The result was that we produced, at least in the U.S., generations of business graduates who's main take-away from their quant methods course was that they hated it and never wanted to deal with that stuff again. Their lack of enthusiasm when giving feedback to administrators paved the way for other disciplines to push aside quant methods courses and grab their space in the curriculum. Quant methods is still required at many schools, and is very popular at some, but its "footprint" in the curriculum is often diminished, and it is all too frequently no longer required at all (excluding perhaps a basic statistics course).
Software and hardware are ubiquitous now, and the software quality is quite good. Based on recent market-leading textbooks, though, I believe we are still focusing general quant methods courses heavily on application of specific O.R. tools (linear programming, simulation, decision trees). Some skill building is fine, but it is hard to say whether planting graduates with good skills at small-scale modeling in supply chain, marketing or finance positions will lead organizations to attack larger and more complex problems (where O.R. analysts are needed), or will diminish the need for workers with O.R. training (because the generic business graduate can do enough of the analysis on his or her own). Perhaps more critically, it is not clear to me that a non-O.R. graduate with decent modeling skills for the scope and scale taught in a classroom will necessarily be able to identify larger opportunities that would justify bringing in consultants or creating an internal O.R. group.
The key here may be to dial back a little on teaching specific models and algorithms, and put more emphasis on general modeling and problem-solving skills (including recognizing the actual problem and delineating its scope).
Sideways
This is the direction that I think is most often overlooked. Small to medium businesses (SMBs), small non-profits and small governmental institutions (think your local school district) are probably underserved by the operations research community, particularly as they may tend not to be lucrative potential clients for consultancies. The key decision makers are often not business school graduates, and may have no idea that O.R. and analytics even exist (unless they know "analytics" in the sense of parsing web server logs). Presentations at local Chamber of Commerce meetings, participation in local business forums (do your local businesses have a LinkedIn group?), and even pro-bono consulting will help show people both what O.R. is about and how it can pay off. My guess is that this group is particularly ripe for word-of-mouth marketing.

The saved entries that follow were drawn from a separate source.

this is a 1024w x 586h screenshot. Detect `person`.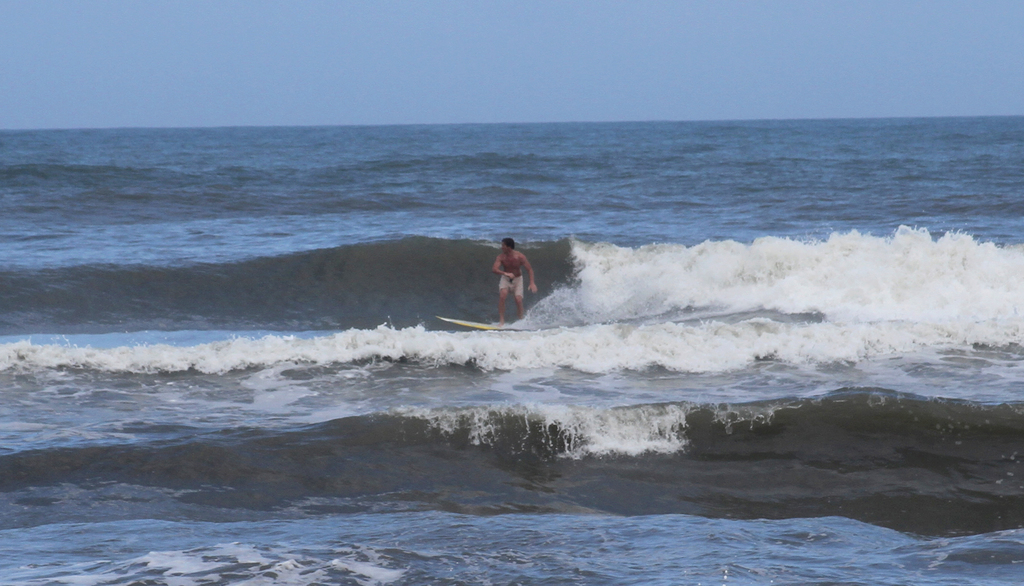
rect(492, 235, 541, 323).
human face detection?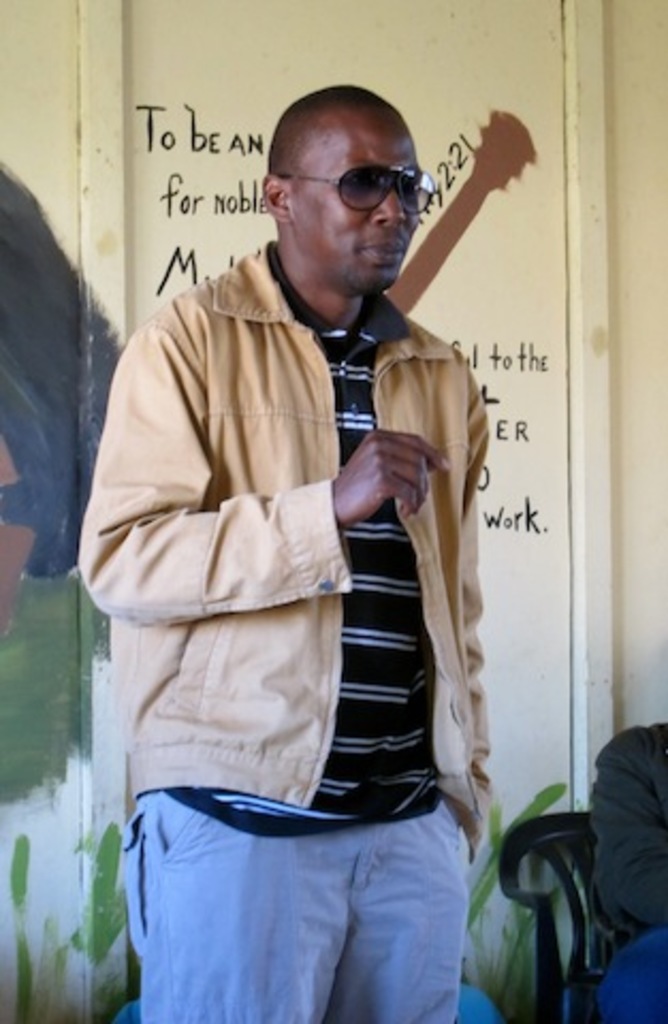
rect(299, 107, 420, 288)
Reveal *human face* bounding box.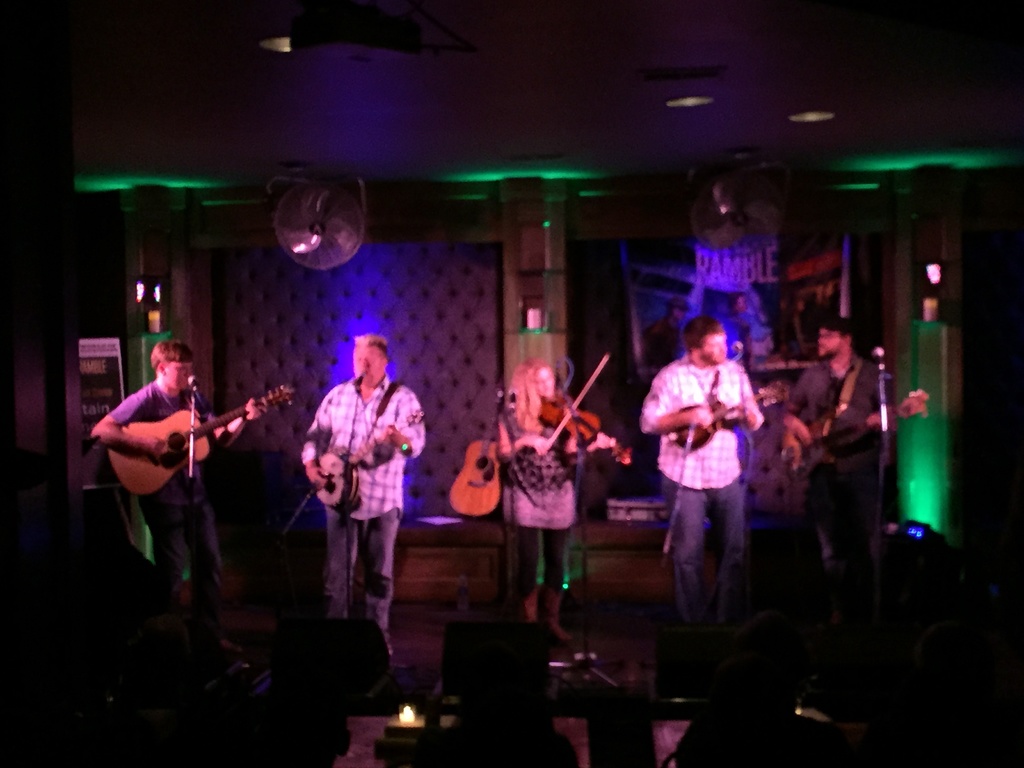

As I said, this segment is probably not particularly lucrative monetarily. Every once in a while, though, one of those SMBs will take off and become a large company; hopefully they will remember the role O.R. played in their growth. Organizations in this category that benefit from O.R. help may also have the ear of politicians and university administrators, which may foster some growth in O.R. curricula. Finally, press reports of success stories at this level may catch the eyes of executives in larger firms.